(Clicking any of the underlined text in blue will take you to a reference on it.)
Clayton Williams, the Republican nominee for Texas governor in 1990, quipped that rape is like bad weather: “If it’s inevitable, just relax and enjoy it.” Williams lost that election to feminist Ann Richards, but his remark forecast environmentalists’ possible surrender to forces that are raping the planet. According to a New York Times article today headlined “Fossil Fuel Industry Ads Dominate TV In Campaign,” Al Gore’s advocacy group has conceded the television advertising battle on climate change. The organization, founded and partly funded by Gore in 2006 as the Alliance for Climate Protection, spent $32 million on ads urging legislation to combat global warming during the 2008 presidential campaign. This time nothing; the group’s chief executive says that “Whatever we would spend, it would be washed away in this sea of fossil fuel money.” The Times article asserts that so far in 2012 “estimated spending on televisions ads promoting coal and more oil and gas drilling or criticizing clean energy has exceeded $153 million.”
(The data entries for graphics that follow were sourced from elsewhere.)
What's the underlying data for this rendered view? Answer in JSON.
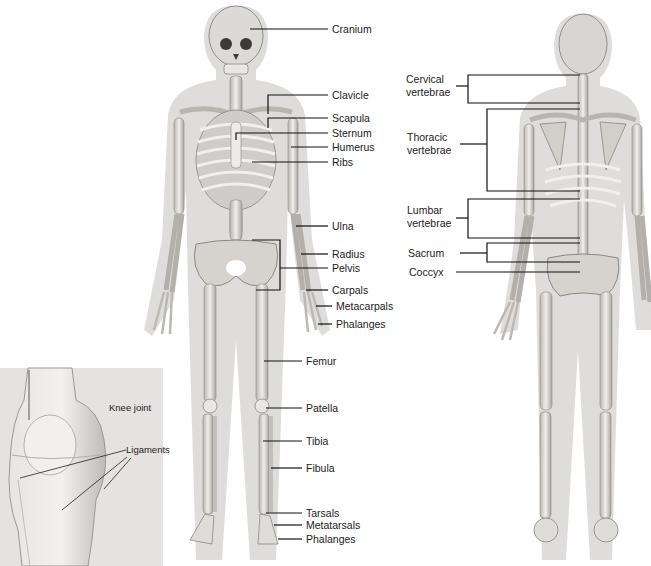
{
  "diagram": {
    "type": "anatomical skeleton diagram",
    "front_view": {
      "labels": [
        {
          "id": "cranium",
          "text": "Cranium",
          "y": 29
        },
        {
          "id": "clavicle",
          "text": "Clavicle",
          "y": 95
        },
        {
          "id": "scapula",
          "text": "Scapula",
          "y": 118
        },
        {
          "id": "sternum",
          "text": "Sternum",
          "y": 133
        },
        {
          "id": "humerus",
          "text": "Humerus",
          "y": 147
        },
        {
          "id": "ribs",
          "text": "Ribs",
          "y": 162
        },
        {
          "id": "ulna",
          "text": "Ulna",
          "y": 226
        },
        {
          "id": "radius",
          "text": "Radius",
          "y": 254
        },
        {
          "id": "pelvis",
          "text": "Pelvis",
          "y": 268
        },
        {
          "id": "carpals",
          "text": "Carpals",
          "y": 290
        },
        {
          "id": "metacarpals",
          "text": "Metacarpals",
          "y": 306
        },
        {
          "id": "phalanges_hand",
          "text": "Phalanges",
          "y": 324
        },
        {
          "id": "femur",
          "text": "Femur",
          "y": 361
        },
        {
          "id": "patella",
          "text": "Patella",
          "y": 408
        },
        {
          "id": "tibia",
          "text": "Tibia",
          "y": 441
        },
        {
          "id": "fibula",
          "text": "Fibula",
          "y": 468
        },
        {
          "id": "tarsals",
          "text": "Tarsals",
          "y": 513
        },
        {
          "id": "metatarsals",
          "text": "Metatarsals",
          "y": 525
        },
        {
          "id": "phalanges_foot",
          "text": "Phalanges",
          "y": 539
        }
      ]
    },
    "back_view": {
      "labels": [
        {
          "id": "cervical",
          "text": "Cervical\nvertebrae"
        },
        {
          "id": "thoracic",
          "text": "Thoracic\nvertebrae"
        },
        {
          "id": "lumbar",
          "text": "Lumbar\nvertebrae"
        },
        {
          "id": "sacrum",
          "text": "Sacrum"
        },
        {
          "id": "coccyx",
          "text": "Coccyx"
        }
      ]
    },
    "inset": {
      "title": "Knee joint",
      "label": "Ligaments"
    },
    "colors": {
      "bone": "#e8e6e2",
      "bone_shade": "#9a9794",
      "body_silhouette": "#d6d4d2",
      "leader_line": "#111111",
      "inset_bg": "#e4e3e1"
    }
  }
}
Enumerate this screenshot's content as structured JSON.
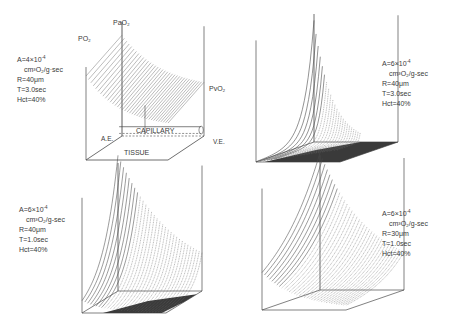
{
  "figure": {
    "panels": [
      {
        "id": "top-left",
        "params": {
          "A": "A=4×10",
          "A_exp": "-4",
          "A_unit": "cm³O₂/g·sec",
          "R": "R=40μm",
          "T": "T=3.0sec",
          "Hct": "Hct=40%"
        },
        "labels": {
          "po2": "PO₂",
          "pao2": "PaO₂",
          "pvo2": "PvO₂",
          "capillary": "CAPILLARY",
          "tissue": "TISSUE",
          "ae": "A.E.",
          "ve": "V.E."
        }
      },
      {
        "id": "top-right",
        "params": {
          "A": "A=6×10",
          "A_exp": "-4",
          "A_unit": "cm³O₂/g-sec",
          "R": "R=40μm",
          "T": "T=3.0sec",
          "Hct": "Hct=40%"
        }
      },
      {
        "id": "bottom-left",
        "params": {
          "A": "A=6×10",
          "A_exp": "-4",
          "A_unit": "cm³O₂/g-sec",
          "R": "R=40μm",
          "T": "T=1.0sec",
          "Hct": "Hct=40%"
        }
      },
      {
        "id": "bottom-right",
        "params": {
          "A": "A=6×10",
          "A_exp": "-4",
          "A_unit": "cm³O₂/g-sec",
          "R": "R=30μm",
          "T": "T=1.0sec",
          "Hct": "Hct=40%"
        }
      }
    ]
  },
  "colors": {
    "line": "#4a4a4a",
    "surface": "#6a6a6a",
    "shadow": "#3a3a3a",
    "background": "#ffffff"
  }
}
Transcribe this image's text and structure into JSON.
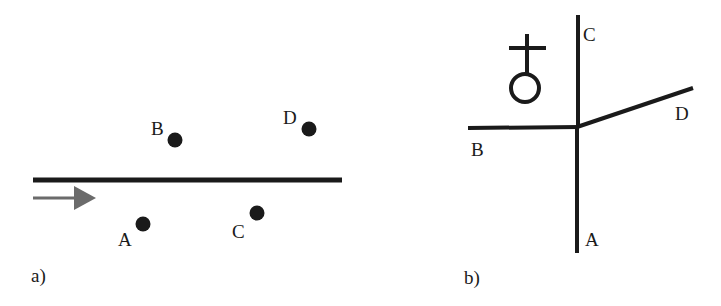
{
  "colors": {
    "background": "#ffffff",
    "line": "#1a1a1a",
    "arrow": "#6b6b6b",
    "text": "#1a1a1a"
  },
  "panel_a": {
    "caption": "a)",
    "baseline": {
      "x1": 33,
      "y1": 180,
      "x2": 342,
      "y2": 180
    },
    "flow_arrow": {
      "x1": 33,
      "x2": 96,
      "y": 198,
      "direction": "right"
    },
    "points": [
      {
        "label": "A",
        "cx": 143,
        "cy": 224,
        "label_x": 118,
        "label_y": 246
      },
      {
        "label": "B",
        "cx": 175,
        "cy": 140,
        "label_x": 151,
        "label_y": 135
      },
      {
        "label": "C",
        "cx": 257,
        "cy": 213,
        "label_x": 232,
        "label_y": 238
      },
      {
        "label": "D",
        "cx": 309,
        "cy": 129,
        "label_x": 283,
        "label_y": 124
      }
    ]
  },
  "panel_b": {
    "caption": "b)",
    "symbol": "female-cross-symbol",
    "center": {
      "x": 577,
      "y": 127
    },
    "branches": [
      {
        "label": "A",
        "x2": 577,
        "y2": 253,
        "label_x": 585,
        "label_y": 246
      },
      {
        "label": "B",
        "x2": 468,
        "y2": 128,
        "label_x": 471,
        "label_y": 156
      },
      {
        "label": "C",
        "x2": 577,
        "y2": 15,
        "label_x": 583,
        "label_y": 41
      },
      {
        "label": "D",
        "x2": 693,
        "y2": 87,
        "label_x": 675,
        "label_y": 120
      }
    ]
  }
}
Environmental advocates’ retreat comes when the evidence of global warming, and human causation of climate change, is clearer and clearer. See the Berkeley Earth Surface Temperature (BEST) study and other materials discussed in previous posts. In fairness, one can look at the evidence – the BEST graph of global warming at increasing rates over the past few decades, melting polar ice caps and glaciers, rising greenhouse gas concentrations, positive feedback loops and methane, deforestation, recent severe drought in the Midwest – and conclude that it’s most sensible to live in the present and ignore environmental deterioration. Just be happy, and assume that the planet’s resilience, and human adaptability, will take care of the future. I’m not there yet; I keep looking for good news and thinking of my grandchildren and of what their lives could be in 20 years if Earth rape continues, and of what their lives could be if we all act now to stop, or even slow, the abuse of everyone’s mother.